While over 200 people attended President Trump’s speech last night at the historically-black Benedict College, CNN reports only 10 students were reportedly invited to attend — and just seven ended up attending.
“After weeks of dismissing the impeachment inquiry as a hollow partisan attack, President Trump and his closest advisers now recognize that the snowballing probe poses a serious threat to the president — and that they have little power to block it,” the Washington Post reports.
“The dawning realization comes as Democrats rapidly gather evidence from witness after witness testifying about the pressure put on Ukraine to investigate Trump’s political rivals. The president is increasingly frustrated that his efforts to stop people from cooperating with the probe have so far collapsed under the weight of legally powerful congressional subpoenas.”
“The Democratic strategy got a boost Friday from a federal judge, who ruled that the House impeachment inquiry is legal.”
Rudy Giuliani “signaled this month that he planned to open a new front in his attacks against Joe Biden –work done by Mr. Biden’s son Hunter Biden for a wealthy Romanian business executive facing corruption charges,” the New York Times reports.

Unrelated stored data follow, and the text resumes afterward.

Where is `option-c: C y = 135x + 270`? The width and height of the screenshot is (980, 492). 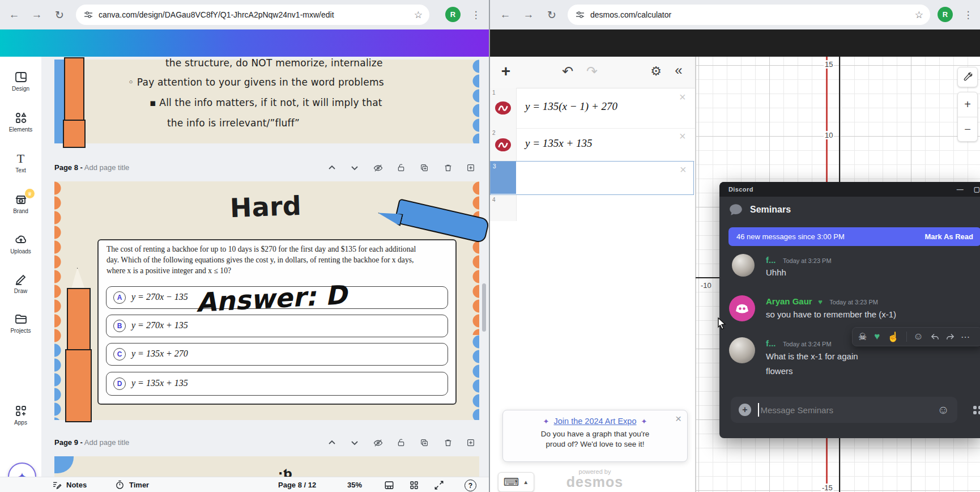 option-c: C y = 135x + 270 is located at coordinates (277, 354).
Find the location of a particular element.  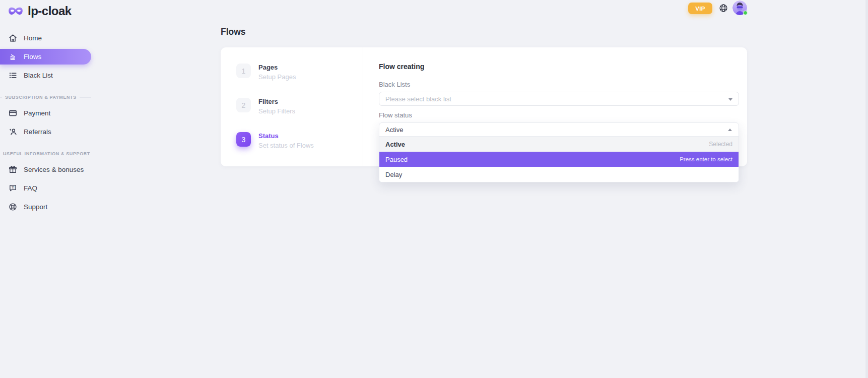

step-number: 3 is located at coordinates (244, 139).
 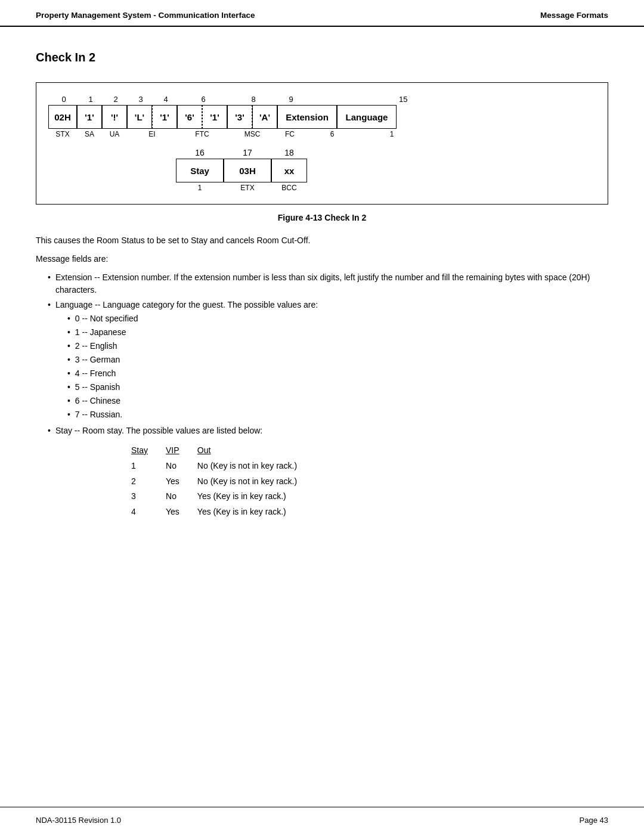 What do you see at coordinates (256, 482) in the screenshot?
I see `out-val-2: No (Key is not in key rack.)` at bounding box center [256, 482].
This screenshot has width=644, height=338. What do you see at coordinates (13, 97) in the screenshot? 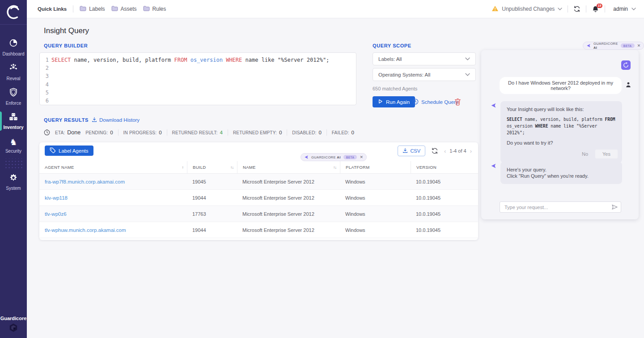
I see `sidebar-item-enforce: Enforce` at bounding box center [13, 97].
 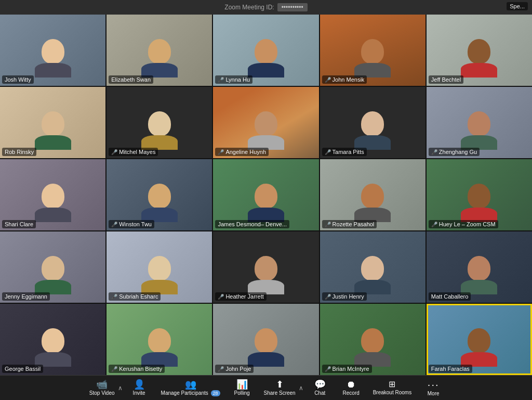 I want to click on participant-tile: Jeff Bechtel, so click(x=479, y=50).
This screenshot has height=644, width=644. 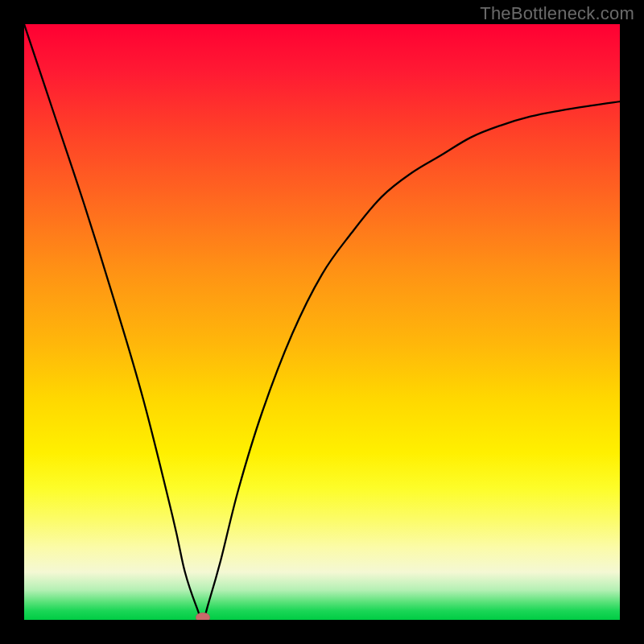 I want to click on watermark-text: TheBottleneck.com, so click(x=557, y=14).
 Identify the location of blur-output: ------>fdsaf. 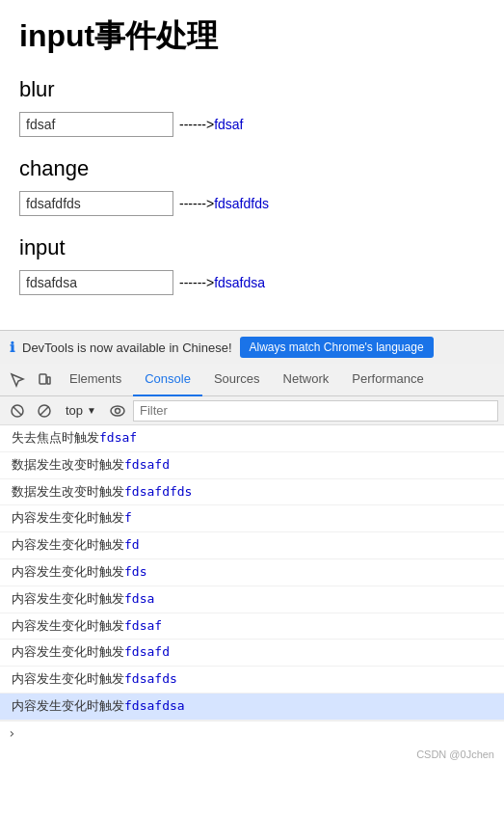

“But there’s a problem with that strategy: Mr. Giuliani participated in an effort that would have helped the same executive, and was in fact recruited to do so by Louis J. Freeh, a former F.B.I. director who had been brought onto the matter by Hunter Biden.”
“A key witness in the impeachment investigation filed a lawsuit Friday asking a federal judge to rule on whether he can testify, a move that raises new doubts about whether President Trump’s closest aides, like the former national security adviser, John Bolton, will be able to cooperate with the inquiry,” the New York Times reports.
“House Democrats had subpoenaed the witness, Charles Kupperman, who served as Mr. Trump’s deputy national security adviser, to testify on Monday. But in an effort to stop Mr. Kupperman from doing so, the White House said on Friday that the president had invoked ‘constitutional immunity,’ leaving Mr. Kupperman uncertain about what to do.”
“The implications of the suit, filed in federal court in Washington, extend beyond Mr. Kupperman. His lawyer, Charles Cooper, also represents Mr. Bolton and is likely to address congressional requests for his testimony in a similar fashion.”
“The U.S. government’s budget deficit ballooned to nearly $1 trillion in 2019, a $205 billion increase from a year earlier, as America’s fiscal imbalance widened for a fourth consecutive year despite a sustained run of economic growth,” the Washington Post reports.
“The country’s worsening fiscal picture runs in sharp contrast to President Trump’s campaign promise to eliminate the federal debt within eight years. Since taking office, Trump has endorsed big spending increases and steered most Republicans to abandon the deficit obsession they held during the Obama administration.”
Washington Post: “The panels want Russell Vought, the acting director of the OMB, and Michael Duffey, the agency’s head of national security, to testify early next month. Vought said in a tweet this past week that neither he nor Duffey would testify.”
“At issue is whether the Trump administration withheld nearly $400 million in military aid to Ukraine as leverage to get it to investigate domestic political rivals.”